Free-spirited but loyal of character, he then became a real « swiss-army knife » at Robin. He test-pilots and sells planes. He even takes part in designing matters on occasions. He reminisces over that time with a special kind of nostalgy, the kind that makes all memories look good. To sum it up, it was both highly demanding and unexpectedly improvisational. The type of freedom not many jobs can provide.
During all his years at Robin, every plane that got out of the workshops did so only through his hands. He tested it and adjusted it to the buyer’s standards.

 

Preparing a test-flight in 2003, with Philippe Monot, now head of the assembly workshop.

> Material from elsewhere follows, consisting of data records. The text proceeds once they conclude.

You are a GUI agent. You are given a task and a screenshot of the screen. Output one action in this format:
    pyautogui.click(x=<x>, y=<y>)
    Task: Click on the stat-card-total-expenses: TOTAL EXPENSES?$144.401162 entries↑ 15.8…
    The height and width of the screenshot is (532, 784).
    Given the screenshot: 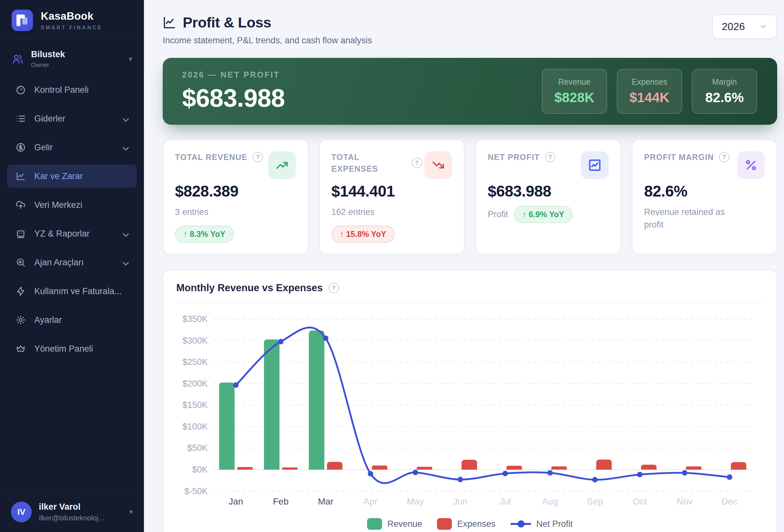 What is the action you would take?
    pyautogui.click(x=392, y=197)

Some CAP 232 test-flights, he says, were like breaking-in a mustang horse. Those aerobatic machines, very powerful and extremely agile, sometimes needed to be tamed mercilessly so as to deliver them in perfect flight conditions. He sums those operations up with a cringe, his two hands on an imaginary stick, and then a « AAAAAAAH » of satisfaction, once the correction has been made at the factory.

Adjusting a CAP 232 of the moroccan “Green March”, whose leader usually dealt directly with him.

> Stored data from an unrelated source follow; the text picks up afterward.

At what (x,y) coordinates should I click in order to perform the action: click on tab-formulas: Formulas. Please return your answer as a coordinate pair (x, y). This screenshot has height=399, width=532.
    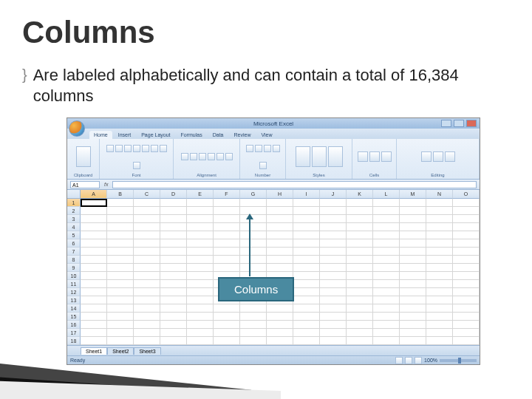
    Looking at the image, I should click on (192, 134).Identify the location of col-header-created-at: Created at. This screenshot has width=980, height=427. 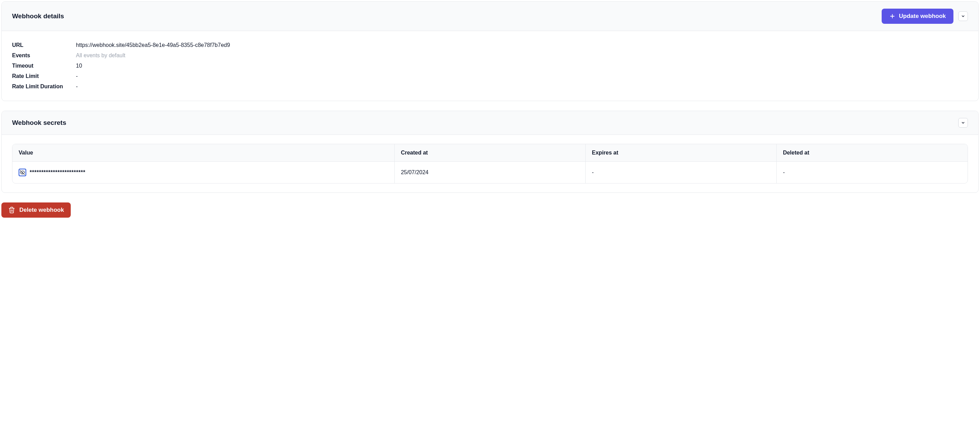
(490, 153).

But subtlety and performance are not everything. Alain may love the CAPs, but he values the DRs just as much. Especially the 401 version. Those planes are magnanimous, he says, easy to control and with a confortable margin for error. Those planes widen the access to all kinds of pilots. Old or young, experienced or not, everyone always finds himself at home when sitting in front of a DR’s dashboard. To quote Alain directly « if this plane gets so much love, it’s because it is so reliable, because it makes everybody feel safe, like the machine was always on their side… »

After the cherry-cake, here comes coffee. Alain doesn’t drink any. Before his very first flight, the doc that got him through his first medical told him never to drink coffee or alcohol on account he seemed to have a high blood pressure. Maybe he was right then, but it’s kind of hard to believe now, given the state of total relaxation he has been in since we got here. Digressions are closely followed by bursts of laughter, exclamations don’t get any weaker along the long afternoon we’re spending with him… All in all, the life he’s telling us about seems to have been lived on a cloud that’s exclusively composed of silver linings.

And when it’s time to part ways, Alain now seems to be thinking out loud: « … it’s like riding a bicycle. Except a bike would never put up with the kind of landings I sometimes witnessed… And every time, the DR was still there, solid, ready to go again… Maybe it all comes down to wood. Wood has an unsuspected flexibility, if you must push it to its limits, you won’t hurt it. Metal has a long memory when it comes to shocks. It can be resentful, even vengeful… But wood forgives almost everything. Well it’s no wonder some wooden frameworks are a good five hundred years old… And it’s no wonder some Robins still fly after a good fifty! Robin is the emblem of the French light aviation. In a way, Robin represents France. »
How this last spontaneous speech makes us feel could only be summed up in one word: pride.

These days, Alain and Sylvie often leave their adoptive region of Touraine to fly over France and visit friends all over the territory aboard their precious ULM. Maybe it cannot travel from Britanny to Burgundy in sixteen minutes, like a Mirage IVp could, but there’s no comparison to the level of freedom they found between those two ultra-light wings.
And it’s precisely that open-mindedness that got Alain from one cockpit to another without ever mistaking power for hierarchy, and without ever forgetting the most important thing when in the pilot seat: enjoying.

Feet on the ground, mind on cloud nine.